You may have to Search all our reviewed books and magazines, click the sign up button below to create a free account.
The workshop on an Infrastructure for Mobile and Wireless Systems was held in Scottsdale, Arizona on October 15, 2001 and was funded by the National Science Foundation (NSF) and sponsored by the Telecommunications and Information Technology Institute of the College of Engineering at Florida International U- versity (FIU), to establish a common infrastructure for the discipline of mobile and wireless networking, and to serve its rapidly emerging mobile and wireless community of researchers and practitioners. The workshop provides a single, cohesive, and high-quality forum for disseminating research and experience in this emerging ?eld. Of signi?cance is the integration of many diverse com- ni...
This book constitutes the refereed proceedings of the 4th International Conference on Model and Data Engineering, MEDI 2014, held in Larnaca, Cyprus, in September 2014. The 16 long papers and 12 short papers presented together with 2 invited talks were carefully reviewed and selected from 64 submissions. The papers specifically focus on model engineering and data engineering with special emphasis on most recent and relevant topics in the areas of modeling and models engineering; data engineering; modeling for data management; and applications and tooling.
This book presents the thoroughly refereed joint post-proceedings of three workshops held during the 17th International Conference on Conceptual Modeling, ER '98, in Singapore in November 1998. The 50 revised papers presented have gone through two rounds of reviewing and revision. The book is divided in sections on knowledge discovery, data mining, data and web warehousing, multidimensional databases, data warehouse design, caching, data dissemination, replication, mobile networks, mobile platforms, tracking and monitoring, collaborative work support, temporal data modelling, moving objects and spatial indexing, spatio-temporal databases, and video database contents.
This book is a thoroughly arranged anthology outlining the state of the art in the emerging area of visual informationsystems. The chapters presented are a selection of thoroughly refereed and revised full papers first presented at the First International Conference on visual Information Systems held in February 1996. Next generation information systems have a high visual content, and there will be a shift in emphasis from a paradigm of predominantly alphanumeric data processing to one of visual information processing. The book provides a detailed introductory chapter, two keynotes by leading authorities, sections on design and architecture, database management and modelling, contend-based search and retrieval, feature extraction and indexing, query model and interface, and object recognition and content organization.
This book constitutes the refereed proceedings of the First International Conference on Data Warehousing and Knowledge Discovery, DaWaK'99, held in Florence, Italy in August/September 1999. The 31 revised full papers and nine short papers presented were carefully reviewed and selected from 88 submissions. The book is divided in topical sections on data warehouse design; online analytical processing; view synthesis, selection, and optimization; multidimensional databases; knowledge discovery; association rules; inexing and object similarities; generalized association rules and data and web mining; time series data bases; data mining applications and data analysis.
Sebastian Pape discusses two different scenarios for authentication.
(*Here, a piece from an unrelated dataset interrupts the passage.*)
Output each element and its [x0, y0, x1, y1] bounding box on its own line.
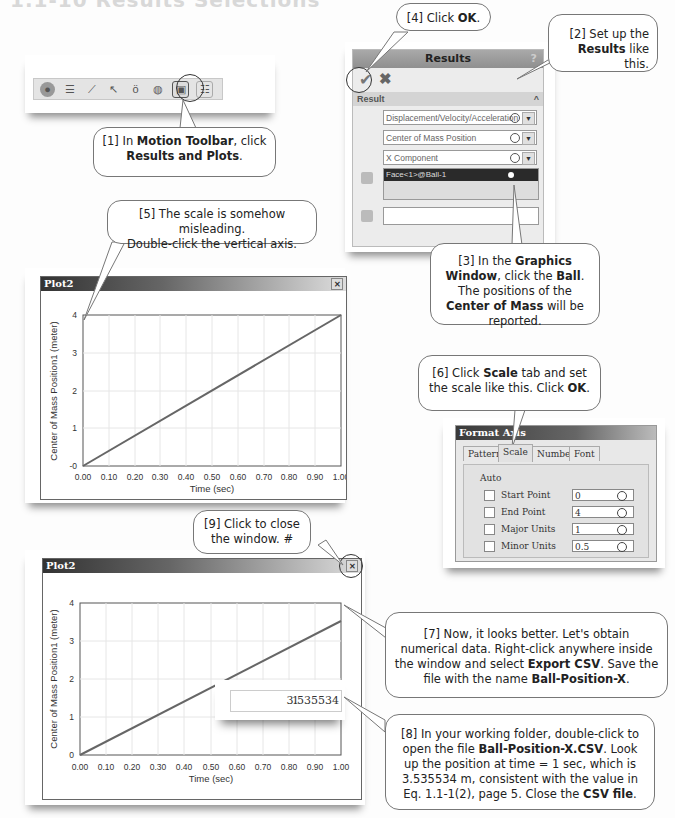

On the one hand, users cannot trust their devices and nevertheless want to be able to do secure authentication. On the other hand, users may not want to be tracked while their service provider does not want them to share their credentials. Many users may not be able to determine whether their device is trustworthy, i.e. it might contain malware. One solution is to use visual cryptography for authentication. The author generalizes this concept to human decipherable encryption schemes and establishes a relationship to CAPTCHAS. He proposes a new security model and presents the first visual encryption scheme which makes use of noise to complicate the adversary's task. To prevent service providers from keeping their users under surveillance, anonymous credentials may be used. However, sometimes it is desirable to prevent the users from sharing their credentials. The author compares existing approaches based on non-transferable anonymous credentials and proposes an approach which combines biometrics and smartcards.
This text is based on a simple and fully reactive computational model that allows for intuitive comprehension and logical designs. The principles and techniques presented can be applied to any distributed computing environment (e.g., distributed systems, communication networks, data networks, grid networks, internet, etc.). The text provides a wealth of unique material for learning how to design algorithms and protocols perform tasks efficiently in a distributed computing environment.
The last few years have borne witness to a remarkable diversity of formal methods, with applications to sequential and concurrent software, to real-time and reactive systems, and to hardware design. In that time, many theoretical problems have been tackled and solved, and many continue to be worked upon. Yet it is by the suitability of their industrial application and the extent of their usage that formal methods will ultimately be judged. This volume presents the proceedings of the first international symposium of Formal Methods Europe, FME'93. The symposium focuses on the application of industrial-strength formal methods. Authors address the difficulties of scaling their techniques up to industrial-sized problems, and their suitability in the workplace, and discuss techniques that are formal (that is, they have a mathematical basis) and that are industrially applicable. The volume has four parts: - Invited lectures, containing a lecture by Cliff B. Jones and a lecture by Antonio Cau and Willem-Paul de Roever; - Industrial usage reports, containing 6 reports; - Papers, containing 32 selected and refereedpapers; - Tool descriptions, containing 11 descriptions.